Return an exact copy of the entries, skipping any picture you find.

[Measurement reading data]
- - - -

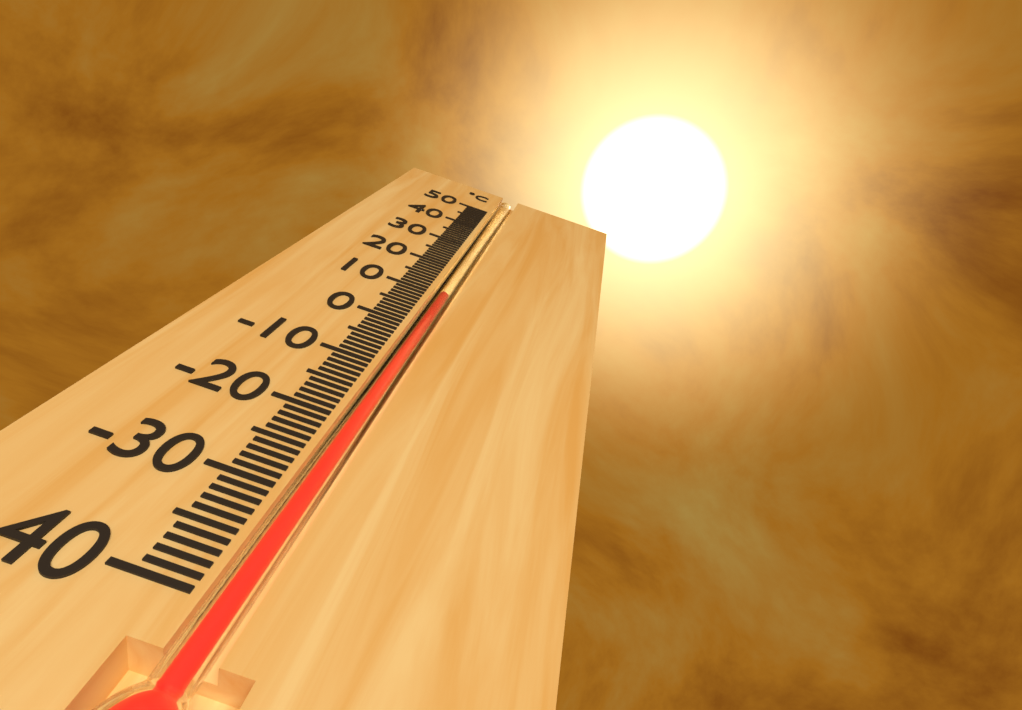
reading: 10 °C
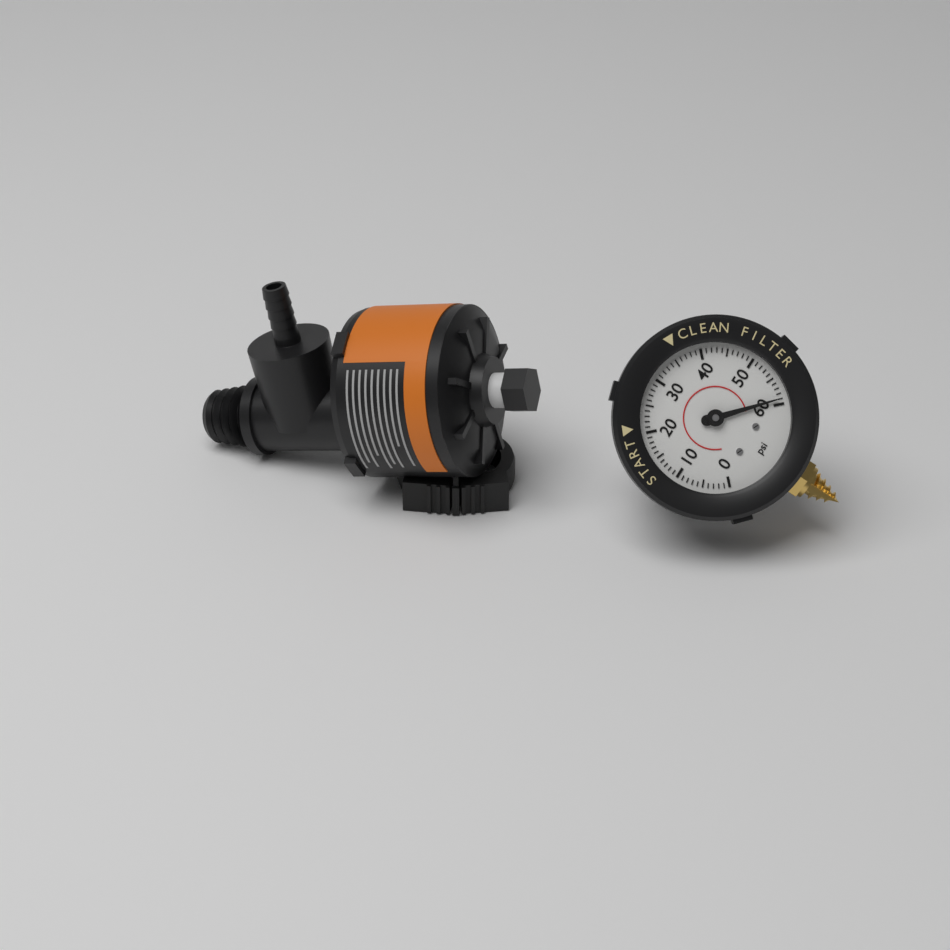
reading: 59 psi
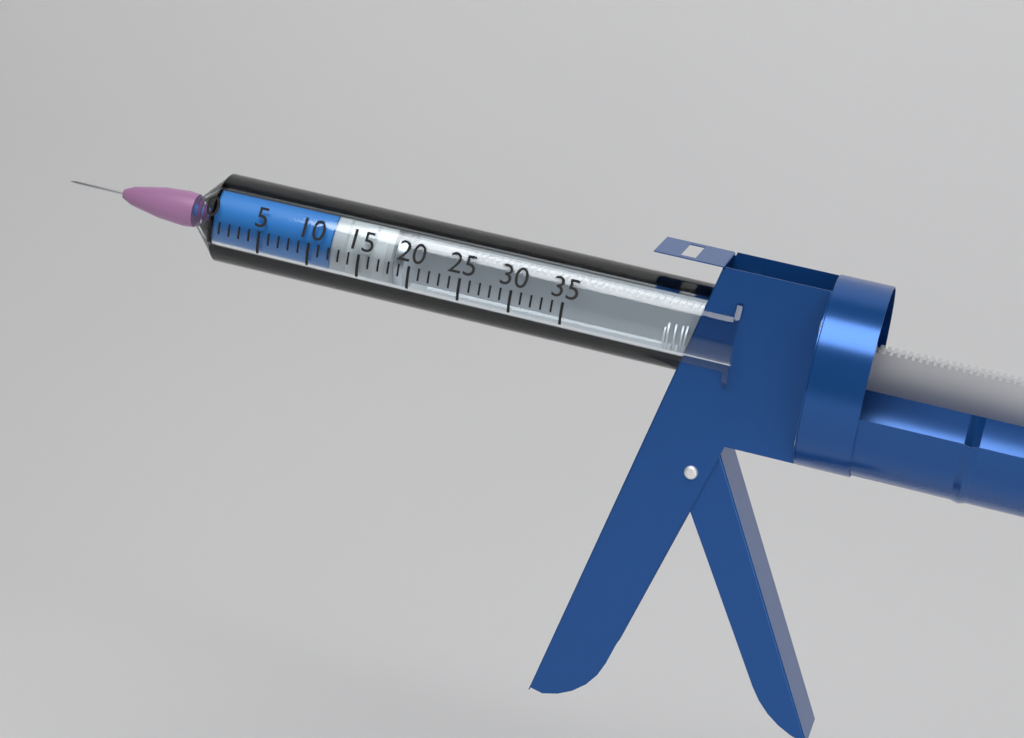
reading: 12 (no unit)
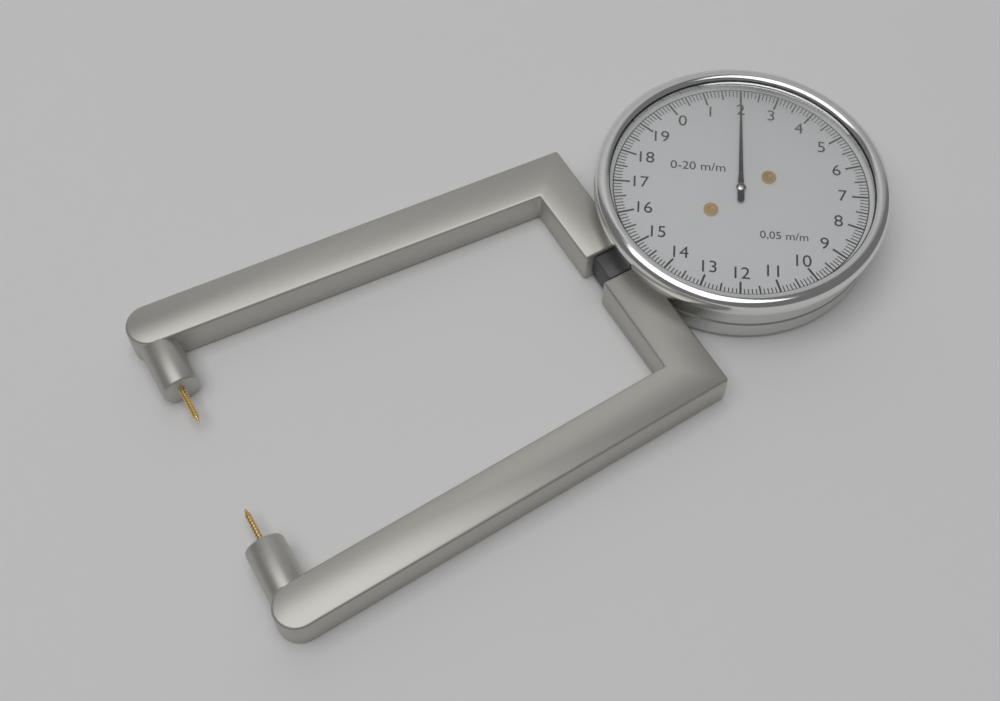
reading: 2.0 mm
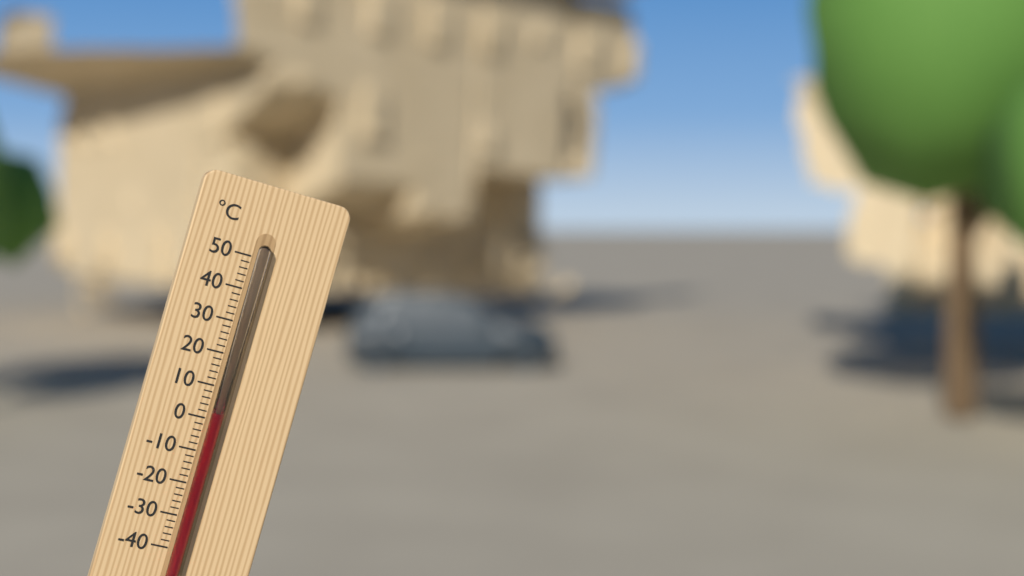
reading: 2 °C
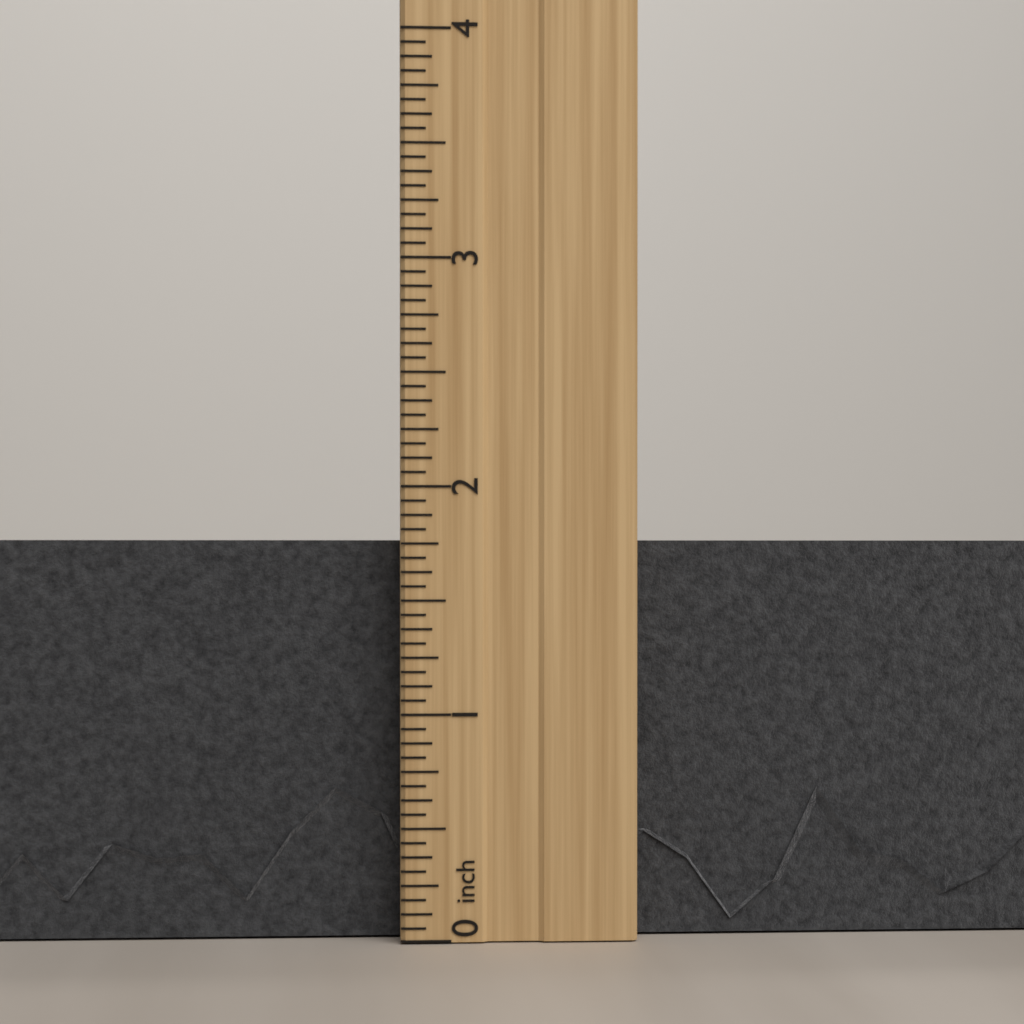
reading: 1.8125 inch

- - - -

SOLUTION TO THIS EXERCISE:
reading: 10 °C
reading: 59 psi
reading: 12 (no unit)
reading: 2.0 mm
reading: 2 °C
reading: 1.8125 inch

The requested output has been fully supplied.